The laughter stopped, cut off with a squeak, and the plump housekeeper bustled out of his office door into the main hallway.
“What can I do for you, sir?”
He lifted the ends of his mangled tie.
“Ah, I see. Mr. Brooks not up to snuff, eh?”
Rex raised one eyebrow and stepped in front of her. He wasn’t going to fuel the row between the older woman and Brooks by defending the young man. The boy would have to prove himself. That was the way of the world.
She worked quickly and efficiently, stepping back a moment later to inspect her handiwork. “There you go, sir.”
“What was that noise I heard when I came down just now?”
“Noise?” Her right eye twitched as her cheeks bloomed with color.
“I’m at fault, sir.” Sullivan emerged from Rex’s office. “Blame me if we were making too much commotion.”
Rex looked from his housekeeper to his inquiry agent, both of whom seemed ready to burst into nervous laughter again. “Very well. Mrs. Hark, thank you for your assistance. Let the coachman know I’ll require my carriage at the top of the hour. Sullivan, do you have information for me? ”
“Yes, sir.”
Rex noted his housekeeper’s wink in Sullivan’s direction before she opened the door leading downstairs.
“What do you have for me, Jack?” He poured himself a dash of whiskey as Sullivan took a seat and slid his trusty notebook from his coat pocket.
“You asked me to look into Devenham, and it’s much as you expected. The man needs funds. His family’s estate in Derbyshire requires repairs, and the family’s coffers were severely depleted by the previous earl’s proclivity for women, drink, and elaborate parties. The new earl can’t be classed a miser, but he seems determined to restore the family’s wealth. Miss Sedgwick and another American heiress are reputedly at the top of his list of prospective brides.”
Knowing that May was the objective for men like Devenham was one thing. Hearing Sullivan report it in his practical, even tone made Rex’s stomach roil. Especially when he could still see those blue eyes and wind-chafed lips wherever he looked. For four days he’d convinced himself he could smell her rose scent perfuming the air. All that while he’d tortured himself by replaying the history between them, from the days of their short-lived romance back in New York to the moment he saw her again in Ashworth’s drawing room.
A relationship between them had been improbable from their first encounter six years ago in the glassware shop where he’d worked as a clerk. He should have treated her as he did every other fine young lady who entered the store. Civil, but detached, fully aware that they weren’t part of his world. Except that May had looked at him as none of them ever had. She gazedathim, rather than past him. She’d stared brazenly, and he’d never been the same since.
A series ofwhat ifshaunted him. If he’d had the courage to stand up to her father, how might his life have been different? Would she have married him as he’d planned to ask her to do? What if he’d faced her in Central Park that night and urged her to elope with him?
The ridges of his crystal snifter began to dig into his palm. He gripped the damn thing hard enough to shatter it.
“Mr. Leighton?”
Sullivan had been speaking and he’d missed it. “Go on.”
“I said that Miss Sedgwick may soon fall off the earl’s list.”
A flicker of pleasure bloomed in Rex’s chest, and he loosened his hold on the crystal. “Tell me why.”
Sullivan flipped his notebook closed and folded his hands in his lap. His mouth stretched into a grim line, and his brow drew down in an ominous scowl.
“Good grief, man. What?”
“For some time I have been reporting to you on Mr. Sedgwick’s activities here in London. The women, the gambling dens. But I’ve been wired news from New York about his finances. He may be forced to sell his retail shops in New York and Chicago.”
A few sips of whiskey had warmed his blood, but now Rex’s mind turned sluggish. Seymour Sedgwick without Sedgwick’s? It was an impossible equation.
“Is this rumor or confirmed fact?”
“Fact, sir. My sources indicate Sedgwick’s is in dire financial straits.”
Rex slumped onto the edge of his desk. The information should thrill him. Sedgwick had threatened his destruction and driven him out of May’s life. He’d daydreamed for years about seeing the man get his comeuppance. Yet he couldn’t take any pleasure in Sedgwick’s failures. He thought only of May and how her father’s financial ruin would affect her.
“If Miss Sedgwick plans to snag a nobleman, she’ll have to be quick about it,” Sullivan continued.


#### WHAT YOU WILL DO
The whole listing needs to be returned exactly as it appears.

#### RECORDS FOR THE EXERCISE
┌──

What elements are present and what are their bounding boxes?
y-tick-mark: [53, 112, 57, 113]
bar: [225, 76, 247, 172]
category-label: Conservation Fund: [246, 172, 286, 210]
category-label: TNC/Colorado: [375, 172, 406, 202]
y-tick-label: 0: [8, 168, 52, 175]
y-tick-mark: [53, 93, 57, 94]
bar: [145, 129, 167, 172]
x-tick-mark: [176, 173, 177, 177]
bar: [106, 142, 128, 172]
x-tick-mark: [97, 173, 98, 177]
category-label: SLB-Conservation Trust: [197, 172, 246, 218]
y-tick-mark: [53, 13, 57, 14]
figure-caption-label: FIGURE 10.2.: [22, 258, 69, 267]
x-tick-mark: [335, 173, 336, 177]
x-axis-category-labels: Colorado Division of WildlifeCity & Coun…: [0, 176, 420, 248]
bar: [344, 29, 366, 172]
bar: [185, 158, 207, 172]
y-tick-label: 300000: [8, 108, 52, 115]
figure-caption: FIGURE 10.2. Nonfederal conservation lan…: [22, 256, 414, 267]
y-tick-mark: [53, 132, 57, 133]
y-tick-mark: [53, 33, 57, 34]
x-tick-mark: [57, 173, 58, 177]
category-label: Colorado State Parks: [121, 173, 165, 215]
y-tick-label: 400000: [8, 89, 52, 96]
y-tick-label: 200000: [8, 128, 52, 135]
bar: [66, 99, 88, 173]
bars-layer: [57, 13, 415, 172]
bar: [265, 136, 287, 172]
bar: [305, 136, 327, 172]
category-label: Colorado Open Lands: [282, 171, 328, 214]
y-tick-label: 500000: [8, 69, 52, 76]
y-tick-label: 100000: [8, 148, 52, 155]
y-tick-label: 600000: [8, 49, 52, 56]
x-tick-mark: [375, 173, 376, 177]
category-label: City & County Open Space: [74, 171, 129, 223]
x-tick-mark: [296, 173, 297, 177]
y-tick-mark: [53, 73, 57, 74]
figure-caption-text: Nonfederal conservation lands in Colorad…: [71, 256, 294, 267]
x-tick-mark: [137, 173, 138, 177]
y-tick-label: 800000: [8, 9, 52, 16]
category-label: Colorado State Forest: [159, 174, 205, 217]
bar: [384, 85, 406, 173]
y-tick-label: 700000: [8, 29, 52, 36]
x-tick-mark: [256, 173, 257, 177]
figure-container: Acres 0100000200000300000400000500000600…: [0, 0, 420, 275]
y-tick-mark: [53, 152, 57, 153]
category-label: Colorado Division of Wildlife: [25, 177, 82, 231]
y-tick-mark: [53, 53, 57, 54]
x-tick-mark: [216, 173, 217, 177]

└──

#### YOUR SOLUTION
What elements are present and what are their bounding boxes?
y-tick-mark: [53, 112, 57, 113]
bar: [225, 76, 247, 172]
category-label: Conservation Fund: [246, 172, 286, 210]
category-label: TNC/Colorado: [375, 172, 406, 202]
y-tick-label: 0: [8, 168, 52, 175]
y-tick-mark: [53, 93, 57, 94]
bar: [145, 129, 167, 172]
x-tick-mark: [176, 173, 177, 177]
bar: [106, 142, 128, 172]
x-tick-mark: [97, 173, 98, 177]
category-label: SLB-Conservation Trust: [197, 172, 246, 218]
y-tick-mark: [53, 13, 57, 14]
figure-caption-label: FIGURE 10.2.: [22, 258, 69, 267]
x-tick-mark: [335, 173, 336, 177]
x-axis-category-labels: Colorado Division of WildlifeCity & Coun…: [0, 176, 420, 248]
bar: [344, 29, 366, 172]
bar: [185, 158, 207, 172]
y-tick-label: 300000: [8, 108, 52, 115]
figure-caption: FIGURE 10.2. Nonfederal conservation lan…: [22, 256, 414, 267]
y-tick-mark: [53, 132, 57, 133]
y-tick-mark: [53, 33, 57, 34]
x-tick-mark: [57, 173, 58, 177]
category-label: Colorado State Parks: [121, 173, 165, 215]
y-tick-label: 400000: [8, 89, 52, 96]
y-tick-label: 200000: [8, 128, 52, 135]
bar: [66, 99, 88, 173]
bars-layer: [57, 13, 415, 172]
bar: [265, 136, 287, 172]
bar: [305, 136, 327, 172]
category-label: Colorado Open Lands: [282, 171, 328, 214]
y-tick-label: 500000: [8, 69, 52, 76]
y-tick-label: 100000: [8, 148, 52, 155]
y-tick-label: 600000: [8, 49, 52, 56]
x-tick-mark: [375, 173, 376, 177]
category-label: City & County Open Space: [74, 171, 129, 223]
x-tick-mark: [296, 173, 297, 177]
y-tick-mark: [53, 73, 57, 74]
figure-caption-text: Nonfederal conservation lands in Colorad…: [71, 256, 294, 267]
x-tick-mark: [137, 173, 138, 177]
y-tick-label: 800000: [8, 9, 52, 16]
category-label: Colorado State Forest: [159, 174, 205, 217]
bar: [384, 85, 406, 173]
y-tick-label: 700000: [8, 29, 52, 36]
x-tick-mark: [256, 173, 257, 177]
figure-container: Acres 0100000200000300000400000500000600…: [0, 0, 420, 275]
y-tick-mark: [53, 152, 57, 153]
category-label: Colorado Division of Wildlife: [25, 177, 82, 231]
y-tick-mark: [53, 53, 57, 54]
x-tick-mark: [216, 173, 217, 177]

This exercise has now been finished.